Tokenized real estate, once a recurring punchline at crypto conferences, has crossed a billion dollars in protocol-held property value across the largest platforms. The vehicles are ERC-721 or ERC-1155 contracts representing fractional ownership of specific properties, with rental income streamed on-chain to holders. The category is one of the few corners of the NFT economy that has compounded steadily through the broader collectibles drawdown, and it has done so almost entirely without speculative inflows.
Earlier attempts at on-chain real estate stumbled on the same problem: tokenisation without legal enforceability is just a database entry. The current generation of protocols — RealT, Lofty, Tangible, Roofstock onChain and a handful of regional specialists — pairs each tokenised property with a single-purpose LLC that legally owns the underlying asset, with token holders as the LLC's economic owners. Rental income is collected by the LLC's property manager, distributed on-chain in stablecoins, and audited periodically. Yields after fees and vacancy assumptions tend to settle in the high single digits.
The growth profile has been deliberate and quiet. RealT, the largest of the U.S.-focused protocols, now holds roughly 600 properties across Detroit, Cleveland, Chicago and several Sun Belt markets, with cumulative protocol-distributed rental income above $24 million. Lofty has crossed 200 properties and is the most active in the higher-yield Sun Belt single-family segment. Tangible, structurally different in that it tokenises both real estate and a basket of physical commodities, has crossed $80 million in real-estate AUM with a faster expansion velocity than the U.S.-only competitors. Internationally, RealEstate.io and ATLANT operate similar structures across European markets with comparable yield profiles. Average tokenised-property hold periods have lengthened to roughly 14 months across the largest platforms — a duration profile that increasingly resembles direct-real-estate ownership rather than the high-velocity flipping that defined earlier on-chain experiments in the category.
"This is one of the few crypto categories where the unit economics are not dependent on token speculation," said Rohan Mehta, a real-assets analyst at the institutional-credit firm Hashnote. "The yields are real, the assets are real, the legal structure is testable in court — what crypto adds is fractionalisation down to thirty-dollar units and on-chain settlement, which is genuinely useful for the long-tail allocator who wants exposure without operating a property." The on-chain audit trails — quarterly property statements, vacancy logs, capital-expenditure flows — provide the kind of granular transparency traditional REITs do not.

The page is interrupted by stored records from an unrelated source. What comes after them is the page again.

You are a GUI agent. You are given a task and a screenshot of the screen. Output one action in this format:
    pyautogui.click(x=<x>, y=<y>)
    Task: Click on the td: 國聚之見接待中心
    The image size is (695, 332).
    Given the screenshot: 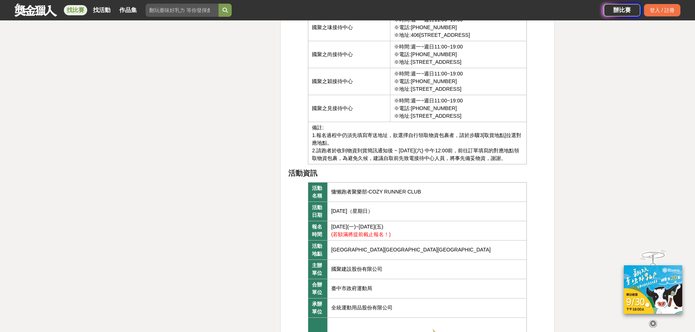 What is the action you would take?
    pyautogui.click(x=349, y=108)
     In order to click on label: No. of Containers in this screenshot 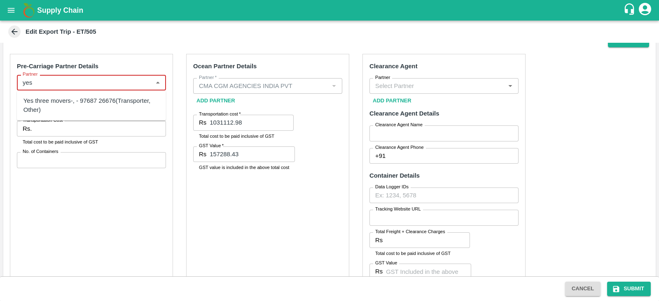, I will do `click(40, 152)`.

The category remains structurally constrained by regulation. Most U.S.-focused tokenised real-estate platforms require KYC accreditation for U.S.-resident buyers, geofencing reduces the addressable buyer base, and the SEC has not articulated a clear safe harbour for the structure. International expansion has therefore been faster than U.S. growth, despite the U.S. having the largest underlying real-estate market. A more permissive U.S. regulatory framework — through stablecoin legislation, an explicit RWA carveout, or a securities-law modernisation — would meaningfully unlock the category's growth ceiling. State-level activity has been more permissive: Wyoming's special-purpose-depository structure and Texas's recent tokenised-asset legislation each provide a workable U.S. path, even as federal-level clarity remains unresolved.
The next year's milestones include the first $5 billion-AUM platform, the first major institutional-allocator partnership for tokenised real estate, and the first fully-integrated mortgage-and-tokenisation product in which a property purchase is financed and tokenised in a single transaction. Each of those would mark structural maturation. Until then, the category remains the boring-but-durable corner of NFT infrastructure that few outside it pay attention to and few inside it want to publicise too loudly, lest regulatory attention follow.